The book is funny, sadder than you’d expect, and also a bit repetitive and over the top (not always in a good way). But despite its imperfections, I’ve been calling people to read them excerpts since I got a review copy several months ago.

Auslander grew up in Monsey, NY, and while his family may have leaned further to the right than mine, we were raised in similar worlds (and went to the same high school). While his book is very personal, it also gives glimpses of a certain Jewish upbringing until now not written about: the teenage life of sports, pot, girls, and Torah.

In some sense, Auslander also updates Philip Roth’s “The Conversion of the Jews”: we still have the skeptical troublemaker kid and the fire-and-brimstone rabbis, but the social landscape has radically changed. Roth gave us an urban, Eastern European-influenced Jewish milieu. Auslander takes us where Orthodoxy has gone in the last 50 years: to the suburbs, where, in many (though by no means all) communities, fundamentalism and materialism have had an unlikely, but happy marriage.

More from my latest column for the Jerusalem Post:

No doubt, those with ties to Orthodoxy will cringe when reading the book. As it turns out, Noah Feldman was just the opening act, and Auslander makes the gentleman from Harvard look like Emily Post.

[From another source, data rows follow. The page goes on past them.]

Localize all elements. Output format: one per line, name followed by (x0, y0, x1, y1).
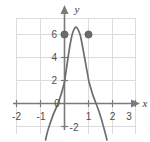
marked-point[interactable] (61, 31, 68, 38)
x-tick-label: -1 (37, 111, 46, 122)
y-tick-label: 4 (51, 52, 57, 63)
coordinate-plane-svg: -2 -1 0 1 2 3 6 4 2 -2 y x (0, 0, 150, 142)
x-tick-label: 1 (86, 111, 92, 122)
y-tick-label: 6 (51, 29, 57, 40)
y-tick-label: 2 (51, 75, 57, 86)
marked-point[interactable] (85, 31, 92, 38)
origin-label: 0 (54, 98, 60, 109)
x-tick-label: -2 (12, 111, 21, 122)
y-axis-label: y (74, 3, 80, 15)
y-tick-label: -2 (70, 122, 79, 133)
x-tick-label: 3 (126, 111, 132, 122)
x-tick-label: 2 (110, 111, 116, 122)
graph-figure: -2 -1 0 1 2 3 6 4 2 -2 y x (0, 0, 150, 142)
x-axis-label: x (142, 97, 148, 109)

Feldman was lambasted for his New York Times article about his relationship with his modern Orthodox alma mater after marrying a non-Jew, but to a certain extent, this was a sign that the community took him seriously. From the perspective of his critics, Feldman may have been a self-righteous shanda, but he was no fool. His Rhodes Scholarship ruled out that option.

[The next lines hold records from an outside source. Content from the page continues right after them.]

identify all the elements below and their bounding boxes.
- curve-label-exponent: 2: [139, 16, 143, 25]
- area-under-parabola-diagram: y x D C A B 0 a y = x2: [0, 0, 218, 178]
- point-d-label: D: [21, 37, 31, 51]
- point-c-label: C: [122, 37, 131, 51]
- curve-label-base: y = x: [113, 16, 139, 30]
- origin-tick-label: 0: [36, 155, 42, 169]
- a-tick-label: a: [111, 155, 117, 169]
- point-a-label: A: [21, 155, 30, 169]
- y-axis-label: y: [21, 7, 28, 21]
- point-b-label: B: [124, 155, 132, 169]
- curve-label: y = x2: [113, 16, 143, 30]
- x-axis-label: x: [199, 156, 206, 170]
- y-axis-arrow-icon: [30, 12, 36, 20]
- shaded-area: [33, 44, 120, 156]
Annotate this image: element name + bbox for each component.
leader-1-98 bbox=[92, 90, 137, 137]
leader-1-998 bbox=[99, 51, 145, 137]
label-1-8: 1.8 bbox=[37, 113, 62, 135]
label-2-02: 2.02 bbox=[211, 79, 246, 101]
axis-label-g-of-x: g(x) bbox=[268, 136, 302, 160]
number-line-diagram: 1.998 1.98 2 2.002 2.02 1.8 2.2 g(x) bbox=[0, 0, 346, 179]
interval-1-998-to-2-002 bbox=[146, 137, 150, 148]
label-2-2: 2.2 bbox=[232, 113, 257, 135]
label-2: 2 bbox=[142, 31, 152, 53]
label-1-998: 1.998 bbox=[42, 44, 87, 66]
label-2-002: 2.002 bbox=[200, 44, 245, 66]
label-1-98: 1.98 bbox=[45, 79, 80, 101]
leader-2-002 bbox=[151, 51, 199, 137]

Auslander, on the other hand, may very well be ignored by the Orthodox community. His profanity and hutzpa will be used to discredit his voice.

Which would be a shame.

Because buried under all of that dirty laundry is the first true literary depiction of a certain brand of American Orthodoxy. The brachos bee scene, in which young Shalom is pressured to recall the proper blessings for “ice cream in a cone,” is both priceless and utterly novel. Especially for those of us who passed through similar classrooms and challenges.

More importantly, there’s much in Auslander’s critique that’s valuable. While I may have been less tormented by my Orthodox education, Auslander’s basic gripes ring true. Fear and guilt are all too often the primary religious motivators. (MORE)

In addition to the the fear and guilt, I sometimes experienced depth, meaning, and beauty from Orthodoxy, but I have to admit, I’m glad Auslander didn’t write about those things. They’re not nearly as funny.

I’ll be interviewing Auslander at the 92nd Street Y in January, and for those of you in New York who are interested, you can buy tickets here.